No Coward Soul Is Mine (1846)
Context: No coward soul is mine,
No trembler in the world's storm-troubled sphere:
I see Heaven's glories shine,
And Faith shines equal, arming me from Fear.
Context: p>No coward soul is mine,
No trembler in the world's storm-troubled sphere:
I see Heaven's glories shine,
And Faith shines equal, arming me from Fear.O God within my breast,
Almighty, ever-present Deity!
Life — that in me has rest,
As I — undying Life — have power in Thee!Vain are the thousand creeds
That move men's hearts: unutterably vain;
Worthless as withered weeds,
Or idlest froth amid the boundless main...</p

“And from the midst of cheerless gloom
I passed to bright unclouded day.”

Stanza vi.
A Little While, a Little While (1846)
Context: Still, as I mused, the naked room,
The alien firelight died away;
And from the midst of cheerless gloom
I passed to bright, unclouded day.

“The more the worms writhe, the more I yearn to crush out their entrails!”

Heathcliff (Ch. XIV).
Source: Wuthering Heights (1847)
Context: I have no pity! I have no pity! The more the worms writhe, the more I yearn to crush out their entrails! It is a moral teething; and I grind with greater energy in proportion to the increase of pain.

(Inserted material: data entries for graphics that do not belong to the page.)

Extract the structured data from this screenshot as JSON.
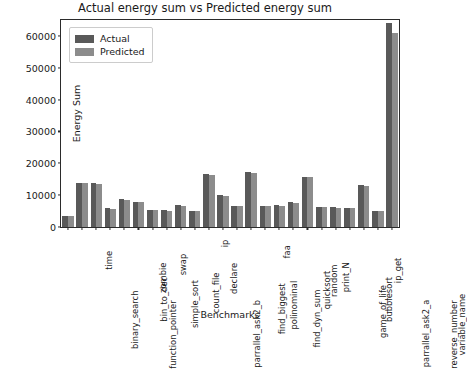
{
  "chart_data": {
    "type": "bar",
    "title": "Actual energy sum vs Predicted energy sum",
    "xlabel": "Benchmarks",
    "ylabel": "Energy Sum",
    "ylim": [
      0,
      65000
    ],
    "yticks": [
      0,
      10000,
      20000,
      30000,
      40000,
      50000,
      60000
    ],
    "ytick_labels": [
      "0",
      "10000",
      "20000",
      "30000",
      "40000",
      "50000",
      "60000"
    ],
    "grid": false,
    "legend_position": "upper left",
    "categories": [
      "binary_search",
      "time",
      "function_pointer",
      "bin_to_dec",
      "zombie",
      "simple_sort",
      "swap",
      "count_file",
      "parrallel_ask2_b",
      "declare",
      "ip",
      "find_biggest",
      "polinominal",
      "find_dyn_sum",
      "faa",
      "quicksort",
      "random",
      "print_N",
      "game_of_life",
      "bubblesort",
      "parrallel_ask2_a",
      "ip_get",
      "reverse_number",
      "variable_name"
    ],
    "series": [
      {
        "name": "Actual",
        "color": "#595959",
        "values": [
          3500,
          13800,
          13900,
          6000,
          8800,
          8000,
          5400,
          5200,
          6900,
          5000,
          16700,
          9900,
          6700,
          17200,
          6700,
          6800,
          7700,
          15800,
          6300,
          6200,
          6100,
          13200,
          5100,
          64000
        ]
      },
      {
        "name": "Predicted",
        "color": "#8c8c8c",
        "values": [
          3400,
          13700,
          13500,
          5800,
          8500,
          7700,
          5300,
          5100,
          6700,
          4900,
          16400,
          9700,
          6600,
          16900,
          6600,
          6700,
          7600,
          15600,
          6200,
          6100,
          6000,
          13000,
          5000,
          61000
        ]
      }
    ]
  },
  "legend": {
    "items": [
      {
        "label": "Actual"
      },
      {
        "label": "Predicted"
      }
    ]
  }
}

“Terror made me cruel; and finding it useless to attempt shaking the creature off, I pulled its wrist on to the broken pane, and rubbed it to and fro till the blood ran down and soaked the bedclothes…”

Mr. Lockwood (Ch. III).
Source: Wuthering Heights (1847)
Context: As it spoke I discerned, obscurely, a child's face looking through the window. Terror made me cruel; and finding it useless to attempt shaking the creature off, I pulled its wrist on to the broken pane, and rubbed it to and fro till the blood ran down and soaked the bed-clothes: still it wailed, "Let me in!", and maintained its tenacious grip, almost maddening me with fear.